# YOUR ASSIGNMENT
Lines from the one containing "At what (x,y)" through the final line of the records below are needed, copied exactly, with no pictures.

Dataset entries
● ● ●

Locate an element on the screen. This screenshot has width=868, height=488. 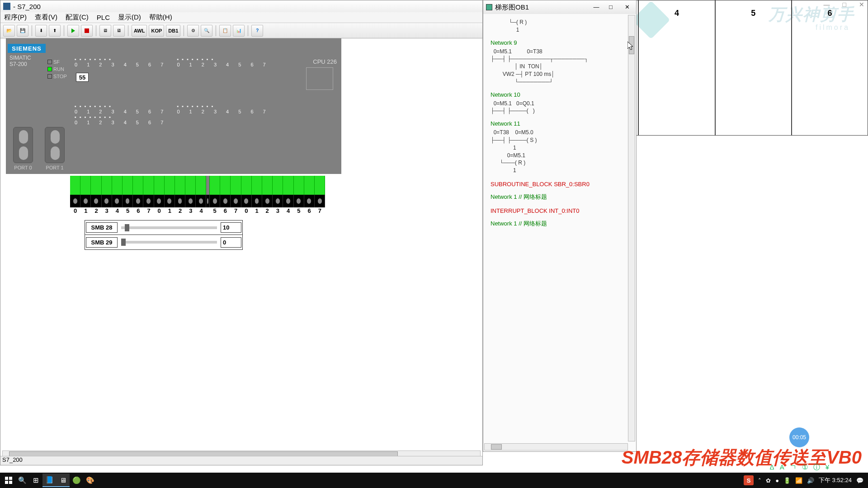
app-title: - S7_200 is located at coordinates (27, 6).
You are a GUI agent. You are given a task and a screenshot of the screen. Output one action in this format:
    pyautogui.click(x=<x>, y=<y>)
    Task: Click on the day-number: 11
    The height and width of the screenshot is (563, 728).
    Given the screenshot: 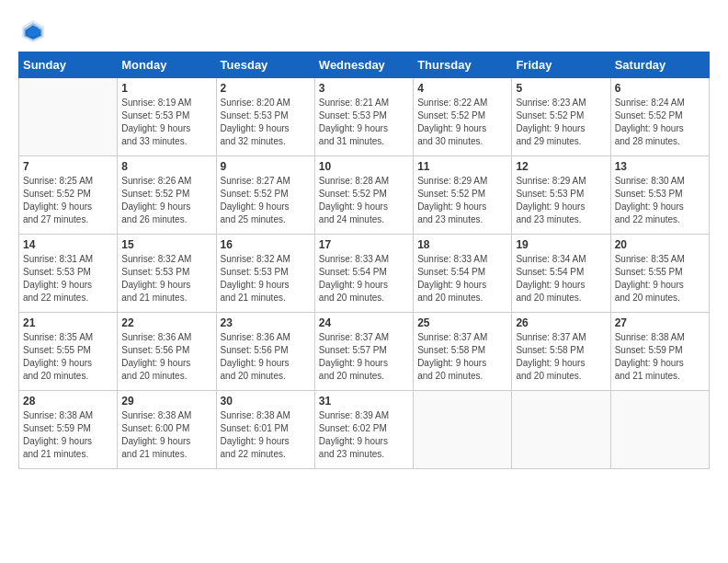 What is the action you would take?
    pyautogui.click(x=462, y=167)
    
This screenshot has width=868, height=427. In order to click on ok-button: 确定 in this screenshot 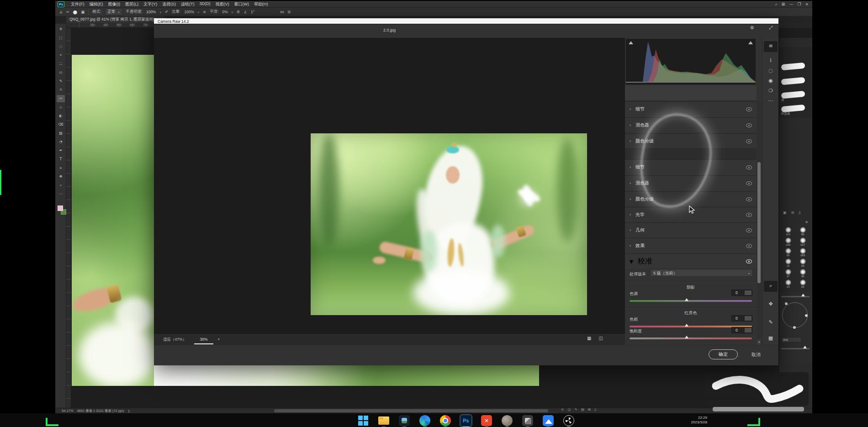, I will do `click(723, 354)`.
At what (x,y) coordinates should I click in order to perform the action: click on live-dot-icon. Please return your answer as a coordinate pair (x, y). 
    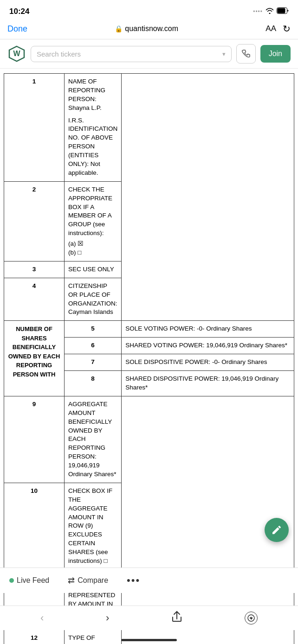
    Looking at the image, I should click on (12, 580).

● ● ●

# RESPONSE BOX
At what (x,y) coordinates should I click in order to perform the action: click on live-dot-icon. Please return your answer as a coordinate pair (x, y). 
    Looking at the image, I should click on (12, 580).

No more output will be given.